The School is Flat
I'm out of the house unusually early this morning, as Thomas Friedman is speaking at Castilleja School, and my wife managed to get me a ticket.
As an historian interested in Silicon Valley, I'm fascinated by Castilleja. More than any other place, it's given me a sense of just how tightly-knit the area's elites are: for all its global reach and influence, the Valley is still a bunch of small towns, knit together by schools, churches, volunteer organizations, and all the things that turn groups of people into communities. I come to events here, and the parents include people who were recently on the cover of Business Week or Wired. The real power scene isn't Stanford or Sand Hill Road; it's the line of parents waiting to pick up their kids from Menlo or St. Joseph's or Casti.

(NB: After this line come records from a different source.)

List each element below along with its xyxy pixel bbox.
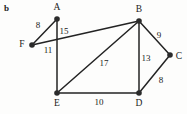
edge-weight-a-e: 15 — [60, 27, 69, 36]
nodes-group — [29, 16, 173, 96]
edge-weight-e-d: 10 — [95, 98, 104, 107]
graph-canvas — [0, 0, 187, 114]
graph-node-d — [136, 90, 142, 96]
edge-weight-c-d: 8 — [159, 76, 164, 85]
graph-node-f — [29, 42, 35, 48]
node-label-a: A — [54, 3, 61, 13]
graph-node-e — [54, 90, 60, 96]
edge-weight-b-c: 9 — [157, 31, 162, 40]
node-label-b: B — [136, 5, 142, 15]
graph-edge-b-c — [139, 21, 170, 55]
node-label-f: F — [19, 40, 24, 50]
edge-weight-f-b: 11 — [44, 46, 53, 55]
node-label-d: D — [136, 99, 143, 109]
graph-edge-f-b — [32, 21, 139, 45]
graph-node-c — [167, 52, 173, 58]
graph-figure: b ABCDEF 8151117913810 — [0, 0, 187, 114]
edge-weight-f-a: 8 — [36, 21, 41, 30]
node-label-c: C — [176, 52, 182, 62]
graph-edge-b-e — [57, 21, 139, 93]
graph-node-b — [136, 18, 142, 24]
graph-node-a — [54, 16, 60, 22]
node-label-e: E — [54, 99, 60, 109]
edge-weight-b-d: 13 — [142, 54, 151, 63]
edge-weight-b-e: 17 — [100, 59, 109, 68]
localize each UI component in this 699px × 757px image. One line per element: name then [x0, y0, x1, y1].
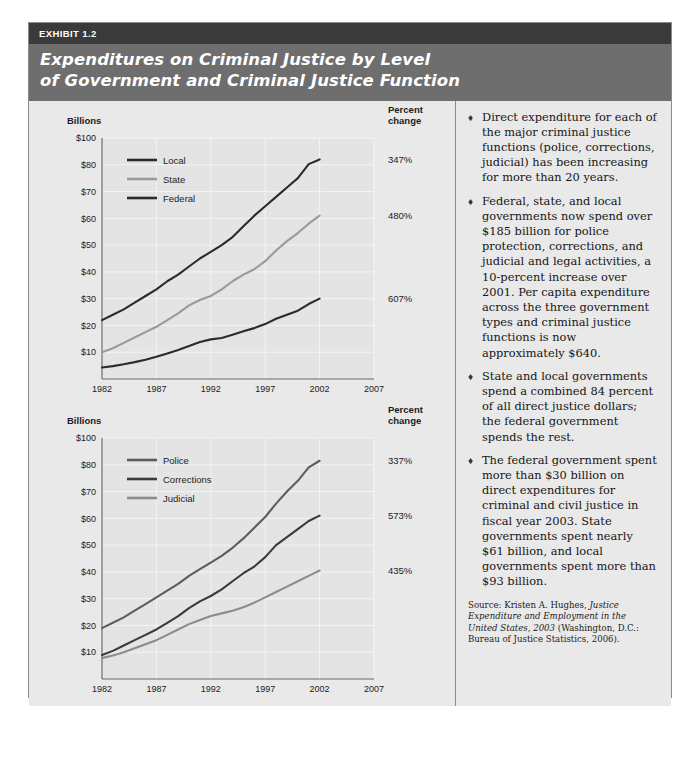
exhibit-title-line-1: Expenditures on Criminal Justice by Leve…	[40, 50, 659, 71]
y-axis-tick-label: $10	[81, 647, 96, 657]
y-axis-tick-label: $70	[81, 486, 96, 496]
y-axis-tick-label: $30	[81, 293, 96, 303]
x-axis-tick-label: 1992	[201, 684, 221, 694]
x-axis-tick-label: 2002	[310, 684, 330, 694]
bullet-text: State and local governments spend a comb…	[482, 369, 657, 445]
y-axis-unit-label: Billions	[67, 415, 101, 426]
series-percent-change-label: 435%	[388, 565, 413, 576]
bullet-text: The federal government spent more than $…	[482, 453, 657, 590]
series-percent-change-label: 607%	[388, 293, 413, 304]
exhibit-body: Billions$100$80$70$60$50$40$30$20$101982…	[29, 101, 671, 706]
exhibit-panel: EXHIBIT 1.2 Expenditures on Criminal Jus…	[28, 22, 672, 698]
series-percent-change-label: 573%	[388, 510, 413, 521]
commentary-column: ♦Direct expenditure for each of the majo…	[456, 101, 671, 706]
x-axis-tick-label: 1982	[92, 684, 112, 694]
chart-by-function: Billions$100$80$70$60$50$40$30$20$101982…	[29, 401, 456, 701]
x-axis-tick-label: 1997	[255, 684, 275, 694]
y-axis-tick-label: $10	[81, 347, 96, 357]
chart-by-level-of-government-svg: Billions$100$80$70$60$50$40$30$20$101982…	[29, 101, 456, 401]
y-axis-tick-label: $20	[81, 620, 96, 630]
percent-change-header: Percent	[388, 404, 424, 415]
chart-by-level-of-government: Billions$100$80$70$60$50$40$30$20$101982…	[29, 101, 456, 401]
exhibit-tag: EXHIBIT 1.2	[29, 23, 671, 44]
plot-area	[102, 438, 374, 679]
x-axis-tick-label: 1992	[201, 384, 221, 394]
bullet-item: ♦Federal, state, and local governments n…	[468, 194, 657, 361]
series-percent-change-label: 337%	[388, 455, 413, 466]
y-axis-tick-label: $40	[81, 267, 96, 277]
x-axis-tick-label: 1987	[146, 384, 166, 394]
y-axis-tick-label: $50	[81, 540, 96, 550]
source-prefix: Source: Kristen A. Hughes,	[468, 600, 589, 610]
bullet-list: ♦Direct expenditure for each of the majo…	[468, 110, 657, 590]
exhibit-title-line-2: of Government and Criminal Justice Funct…	[40, 71, 659, 92]
x-axis-tick-label: 1987	[146, 684, 166, 694]
x-axis-tick-label: 1997	[255, 384, 275, 394]
bullet-item: ♦The federal government spent more than …	[468, 453, 657, 590]
x-axis-tick-label: 2007	[364, 384, 384, 394]
percent-change-header: change	[388, 415, 421, 426]
percent-change-header: Percent	[388, 104, 424, 115]
source-citation: Source: Kristen A. Hughes, Justice Expen…	[468, 600, 657, 646]
bullet-item: ♦Direct expenditure for each of the majo…	[468, 110, 657, 186]
y-axis-tick-label: $70	[81, 186, 96, 196]
legend-label: Federal	[163, 192, 195, 203]
percent-change-header: change	[388, 115, 421, 126]
y-axis-tick-label: $80	[81, 160, 96, 170]
charts-column: Billions$100$80$70$60$50$40$30$20$101982…	[29, 101, 456, 706]
y-axis-tick-label: $60	[81, 513, 96, 523]
x-axis-tick-label: 2002	[310, 384, 330, 394]
y-axis-tick-label: $50	[81, 240, 96, 250]
diamond-bullet-icon: ♦	[468, 369, 482, 445]
diamond-bullet-icon: ♦	[468, 194, 482, 361]
series-percent-change-label: 480%	[388, 210, 413, 221]
y-axis-unit-label: Billions	[67, 115, 101, 126]
bullet-item: ♦State and local governments spend a com…	[468, 369, 657, 445]
y-axis-tick-label: $100	[76, 133, 96, 143]
legend-label: Judicial	[163, 492, 195, 503]
chart-by-function-svg: Billions$100$80$70$60$50$40$30$20$101982…	[29, 401, 456, 701]
plot-area	[102, 138, 374, 379]
y-axis-tick-label: $100	[76, 433, 96, 443]
y-axis-tick-label: $40	[81, 567, 96, 577]
bullet-text: Federal, state, and local governments no…	[482, 194, 657, 361]
y-axis-tick-label: $80	[81, 460, 96, 470]
diamond-bullet-icon: ♦	[468, 110, 482, 186]
legend-label: Corrections	[163, 473, 212, 484]
legend-label: Police	[163, 454, 189, 465]
x-axis-tick-label: 1982	[92, 384, 112, 394]
bullet-text: Direct expenditure for each of the major…	[482, 110, 657, 186]
y-axis-tick-label: $60	[81, 213, 96, 223]
x-axis-title: Year	[228, 698, 248, 701]
diamond-bullet-icon: ♦	[468, 453, 482, 590]
exhibit-title: Expenditures on Criminal Justice by Leve…	[29, 44, 671, 101]
x-axis-tick-label: 2007	[364, 684, 384, 694]
series-percent-change-label: 347%	[388, 153, 413, 164]
legend-label: Local	[163, 154, 186, 165]
y-axis-tick-label: $30	[81, 593, 96, 603]
legend-label: State	[163, 173, 185, 184]
y-axis-tick-label: $20	[81, 320, 96, 330]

The students are in their dress whites this morning. Since they're normally in dress blue, it actually isn't that much of a step up in sartorial splendor, but it's a nice gesture. It's hard to raise a bar that's already high. Friedman is pretty high-profile, but the school has a constant parade of Macarthur genius prize-winners, Nobel laureates, people who used to have Secret Service details, and other generally fascinating people who come and speak to the students. (It's hard to raise the bar....) If, as I've sometimes heard, middle school here is like high school in most other schools, the speaker series rivals that of many colleges.
Introduction.... actually being done by one of the students. That's cool. She started an NGO that does relief work in Africa. Okay, that beats my vice presidency of my high school chess club (two years in a row). Would my high school record even get me into community college today?
Friedman's up now. Some anecdotes... why the world is flat... some more anecdotes... references to Lexus and the Olive Tree... I've posted the rest of the talk on Future Now.
Q&A is restricted to students. Love it: I recognize half a dozen CEOs and VCs, people who normally are the center of attention, and they're sitting in the back, listening. And not grumbling. Here, they're just parents.